The temper of the public mind is quite an important thing, for it is this elusive quality which makes or breaks governments and determines the characteristic spiritual color of a period. Many words have been wasted deciding just what this thing called public opinion is and how to find out where it is moving at any particular time--all to very little avail. Of recent years there has grown up an interesting barometer of opinion that, so far as I know, has attracted little attention. This is the common garden variety of movie, Genus Americans Ordinaris.

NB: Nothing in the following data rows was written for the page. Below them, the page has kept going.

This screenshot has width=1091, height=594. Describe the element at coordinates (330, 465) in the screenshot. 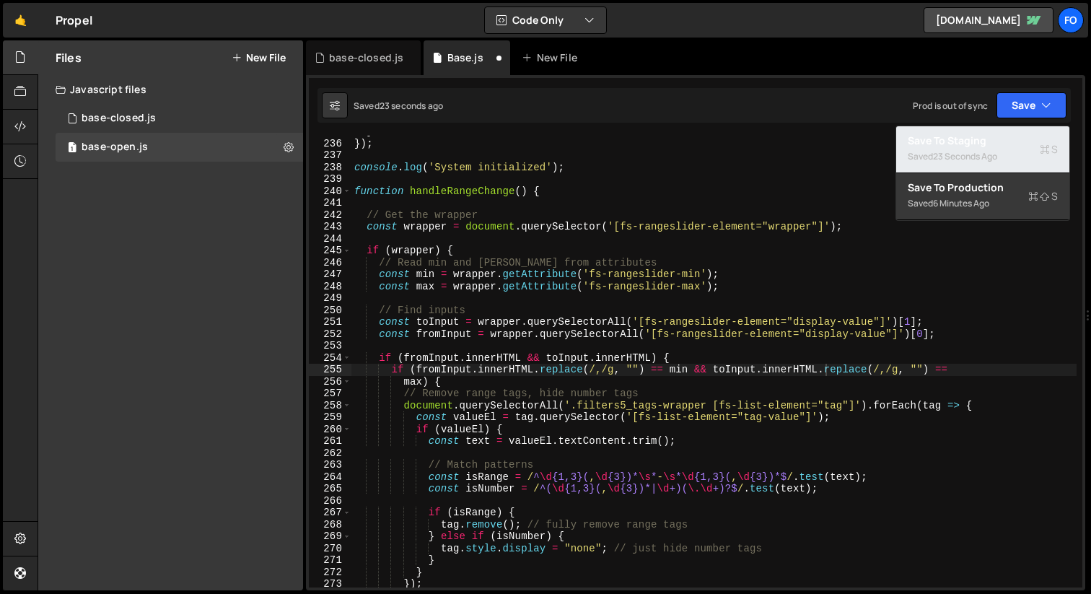

I see `div: 263` at that location.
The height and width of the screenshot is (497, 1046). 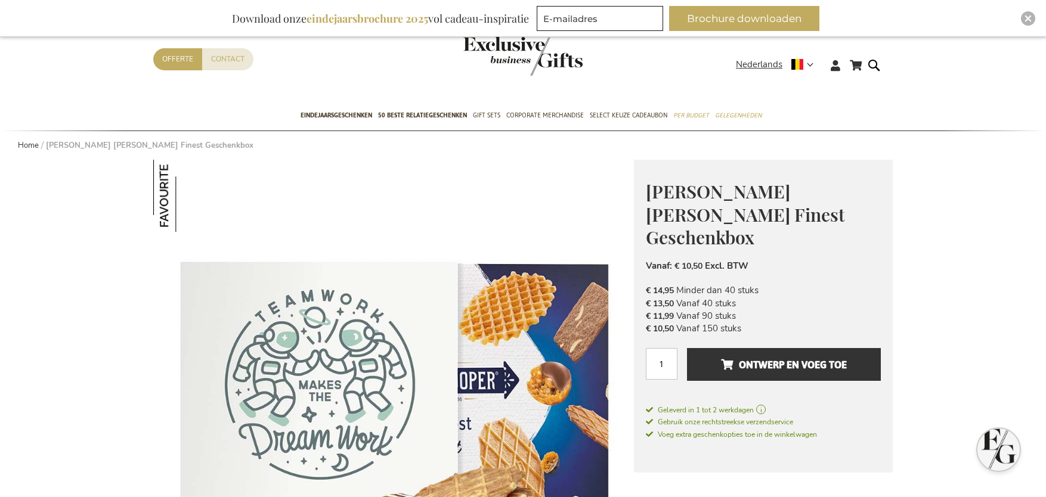 I want to click on button: Brochure downloaden, so click(x=744, y=18).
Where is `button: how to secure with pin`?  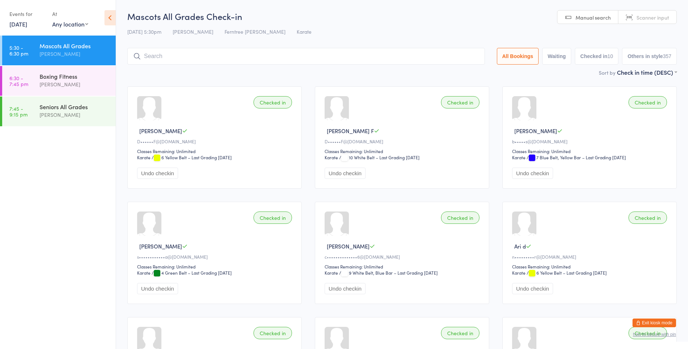 button: how to secure with pin is located at coordinates (654, 334).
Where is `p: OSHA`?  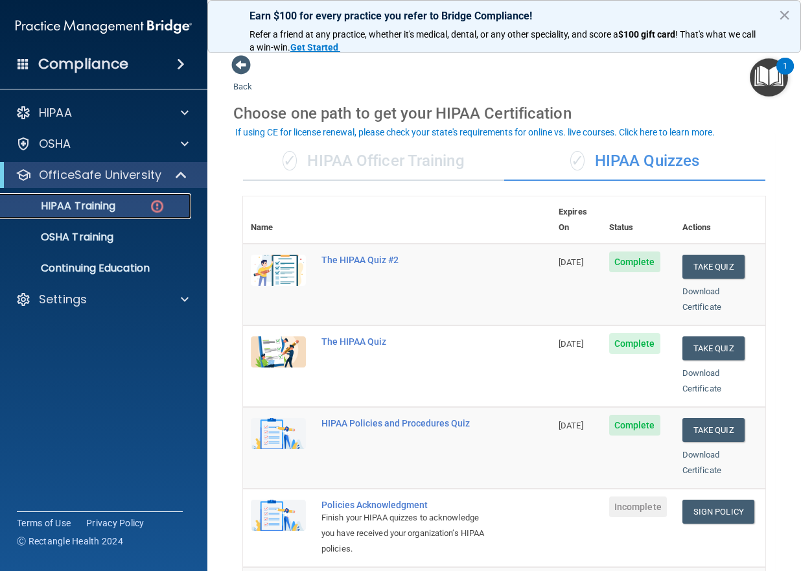
p: OSHA is located at coordinates (55, 144).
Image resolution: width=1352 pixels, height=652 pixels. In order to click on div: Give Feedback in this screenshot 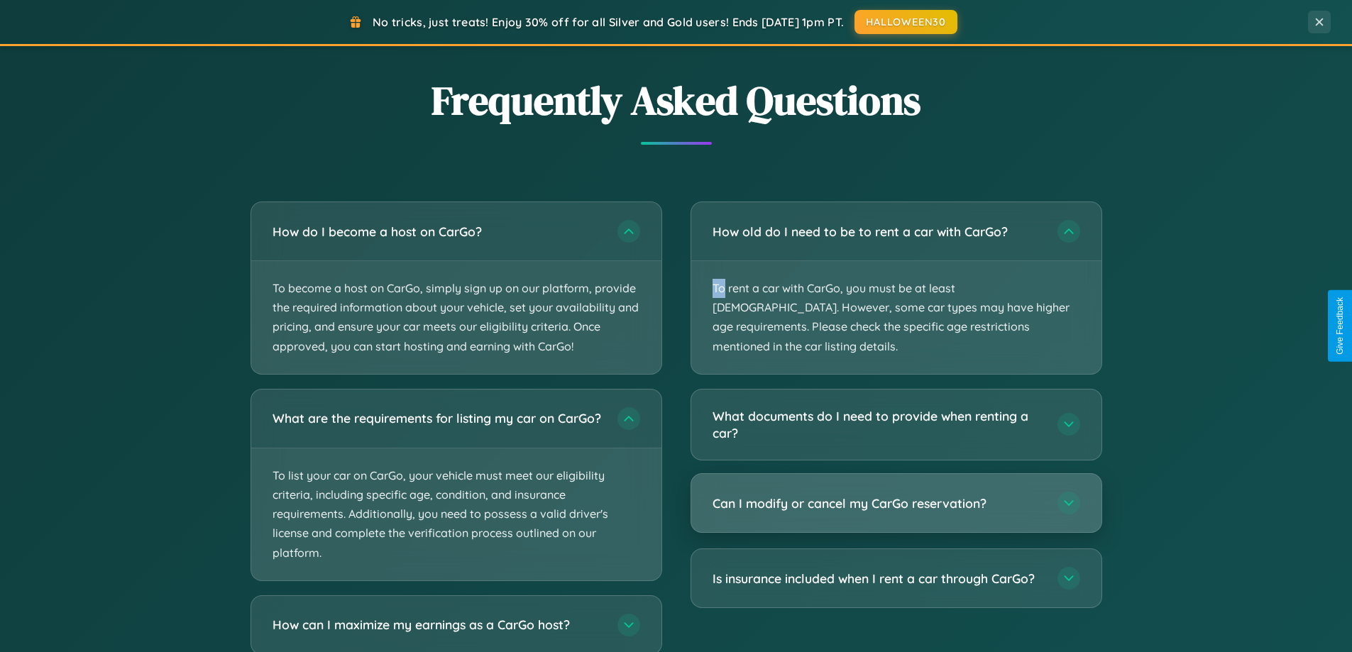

The American public wants to be amused 365 nights per year and, since there are not sufficient Mae Wests etc. to go around there must be a vast mass (or mess if you prefer) of plain movies. They tell a simple story: they point a simple moral; in short they provide an evening of passive satisfaction, of delicious mental abnegation. The box office receipts on these movies provide a vivid guide to the producer as to just what will satisfy the public at any given moment. What one finds in these productions gives an extraordinarily interesting and, I think, significant indication of what the public is thinking, for movies do not only detect the ideas of the public, but they also strongly accentuate already existing tendencies.
As the country drifts into its fourth year of depression, the public has taken seriously to wearing sackcloth and ashes. The current movies at the University Theatre indicate that this flagellation has become quite strong. In "The Power and the Glory" (showing today) we have the traditional American saga of the lowly working man rising from the ranks by diligence and effort to become President not only of one railroad but of many railroads. This has always been desirable, glorious, the aim of all true Americans. Yet in the movie it is analyzed closely to show that it is vicious, wicked, and ruinous to the happiness of the successful man. His life as a track walker was happy; his wife prodded him to ambition and success, which resulted only in unhappiness and suicide for both. This was not portrayed as a result of the characters of the two people, but as a result of their wealth, their success. The whole picture was full of revealed hypocrisy, of calculated greed and rottenness, of the iniquitous effect of wealth and Yale upon the second generation.
The same thing holds true of last week's offering "The World Changes." The pioneer mother warns her son that money only leads to ruin, not happiness, but he goes on with his cattle business, in which he rises to be the big Chicago packer. He lived to see his wealth make his wife hate him and go mad, turn his sons into rotten social parasites, who uniformly come to a bad end and produce more children who are well on their way to an equally bad end. This same doleful tale was told in "He Loved a Woman," which was at the University a few weeks ago. It was a fused picture of the Armour rise and collapse and the Insull flasco. Always there is painted with vivid morbidity the panorama of where wealth collects and men decay.
The importance of all this cannot be overemphasized. America has been an expanding, jubilant, barbarically confident country, with a whole untouched continent to exploit. In this milieu the dominant fact was economic growth and amassing of wealth. Naturally this became the American ideal, most blatantly expressed by the American Magazine (properly named, indeed.) The movies early responded to this and provided the delectable pleasures of Park Avenue, the European resorts, and all that goes with them under a rosy hue. It was all represented as a glorious Paradise right here on earth.
Now all is gone. To be poor is to be happy. To be secure is to have everything. Wealth and position are not to be desired. Happiness is a more elusive thing and may be found right in anyone's modest cottage on the edge of Middletown. How deeply this Philosophy penetrates, how permanent it will be, I do not guess. It does seem to be, however, a dominant note today. TERTIUS.